Wednesday, 9 February 2011

Sean South

Rev David Frazer is a Church of Ireland minister and a member of Sinn Fein.  Back on 1 January he posted on his Facebook wall the Wolfe Tones singing the republican song Sean South.  He also posted the comment: 'In memory of Sean South and Fergal O'Hanlon and all those who laid down their lives in the cause of Irish freedom.'

For the benefit of those who may not know, it may be useful to recall exactly who Sean South was and the type of man that David Frazer was eulogising.

On 1 January 1957 fourteen IRA men mounted an attack on Brookeborough police station in county Fermanagh.  They were well armed but the attack failed and two of the IRA men were killed, Sean South and Fergal O'Hanlon.  Their bodies were taken across the border into the Republic and there followed what J Bowyer Bell describes as 'a week of all but national mourning'.

Vast crowds lined the route of South's funeral cortege to Dublin and many local authorities passed resolutions of sympathy with the families of the two dead IRA terrorists.  At midnight on 4 January, twenty thousand people including the mayor, waited in Limerick for the hearse and the next day fifty thousand people attended the funeral.  The song Sean South appeared in the Irish Catholic, a weekly Roman Catholic paper, within a week of his death.  Sean South became the most famous IRA figure of the 1956-62 campaign and as Dr Pat Walsh comments:
South was the very embodiment of the Catholic-nationalist ideal, a Gaelic scholar, a fervent Catholic, a nationalist writer, an officer in the FCA (the part time section of the Free State Army) and IRA volunteer.  [Irish Republicanism and Socialism  p 42]
The Belfast Telegraph (8 January 1957) reported that two local authorities in Eire, Dublin City Council and South Tipperary County Council, passed votes of sympathy with relatives of the two dead terrorists.  In Dublin Con Lehane, speaking in Gaelic, proposed: 'That we salute the memory of Sean South and Fergal O'Hanlon, who gave their lives for Irish Freedom.'

Sean South was deeply religious, a former member of the Legion of Mary and Maria Duce (Mary our Leader), an ultra-right wing Roman Catholic organisation led by Fr Denis Fahey of the Holy Ghost Order in Dublin.  South established the Limerick branch of Maria Duce and between August 1954 and January 1956 he published a whole series of articles promoting Maria Duce teaching in the Gaelic League monthly newspaper Rosc.

Fr Denis Fahey was closely involved with Fr Edward Cahill's An Rioghacht study group and wrote a number of books including The Rulers of Russia (1938) in which he argued that communism was a conspiracy organised by Judaism and Freemasonry.  Following the death of Cahill in 1941, An Rioghacht became more moderate and so in 1945 Fahey founded the organisation Maria Duce, whch was stridently anti-Protestant and anti-Semitic.

The position of Maria Duce was set out by its secretary J P Ryan, in a statement in the Irish Times of 7 March 1950.  In this he stated, 'What then must be the attitude of Catholic States, sych as Spain and Ireland, towards Protestantism and non-Catholic sects in general?  The ideal (as outlined in the Syllabus of Pius XI, Ubi Arcano and Quas Primas of Pius XI) is that the Catholic State ... should not only not connive at the proselytism of non-Catholic sects, but should suppress them as inimical to the common good.  Such intolerance of error is the privilege of truth.'

We know then that Sean South was an IRA terrorist but he was also a member of an extremist society, Maria Duce, that was both anti-Protestant and anti-Semitic.  Republicans who commemorate Sean South try to ignore such things as his anti-Semitism but the evidence is irrefutable and it gives the lie to those who portray Irish republicanism as progressive.

We also know that he was an Irish language enthusiast who used the journal of the Gaelic League to promote the extremist ideas of Maria Duce.  The Gaelic League was supposed to be a purely a cultural organisation but it opened the pages of its journal to the extremism of Sean South and Maria Duce.

This is the anti-Semitic IRA terrorist who is eulogised by Rev David Frazer and by Sinn Fein.  This year the annual South - O'Hanlon commemoration at Roslea on 1 January, which is organised by Sinn Fein, was addressed by Sean Lynch, a Sinn Fein candidate in the forthcoming Assembly elections.





1 comment:

  1. I have just had an exchange with this individual on Facebook - I have blocked him from seeing my page as I think there is simply no point in talking to him. In passing I found it amusing that someone who clearly hates all things British so much has been helped to his comfortable lifestyle by his education at Belfast ROYAL Academy and The Queen's University, Belfast. Typical really, happy to benefit from our taxes (remember he is old enough to get a free University education) - it is shameful that the Anglican Church continues to allow a supporter of murder to pedal his dogma from their pulpits.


* [WHAT YOU NEED TO DO] Return every line from the records below that has the word "label".

* [Figure record listings]
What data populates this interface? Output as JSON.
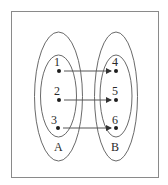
{
  "diagram": {
    "type": "mapping-diagram",
    "sets": [
      {
        "name": "A",
        "label": "A",
        "elements": [
          {
            "label": "1",
            "x": 59,
            "y": 71
          },
          {
            "label": "2",
            "x": 59,
            "y": 100
          },
          {
            "label": "3",
            "x": 58,
            "y": 128
          }
        ]
      },
      {
        "name": "B",
        "label": "B",
        "elements": [
          {
            "label": "4",
            "x": 116,
            "y": 71
          },
          {
            "label": "5",
            "x": 116,
            "y": 100
          },
          {
            "label": "6",
            "x": 116,
            "y": 128
          }
        ]
      }
    ],
    "mappings": [
      {
        "from": "1",
        "to": "4"
      },
      {
        "from": "2",
        "to": "5"
      },
      {
        "from": "3",
        "to": "6"
      }
    ],
    "colors": {
      "frame": "#8a8a8a",
      "ellipse": "#6a6a6a",
      "dot": "#1e1e1e",
      "arrow": "#555555",
      "text": "#2a2a2a"
    }
  }
}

* [RESPONSE TO THE EXERCISE]
        "label": "A",
            "label": "1",
            "label": "2",
            "label": "3",
        "label": "B",
            "label": "4",
            "label": "5",
            "label": "6",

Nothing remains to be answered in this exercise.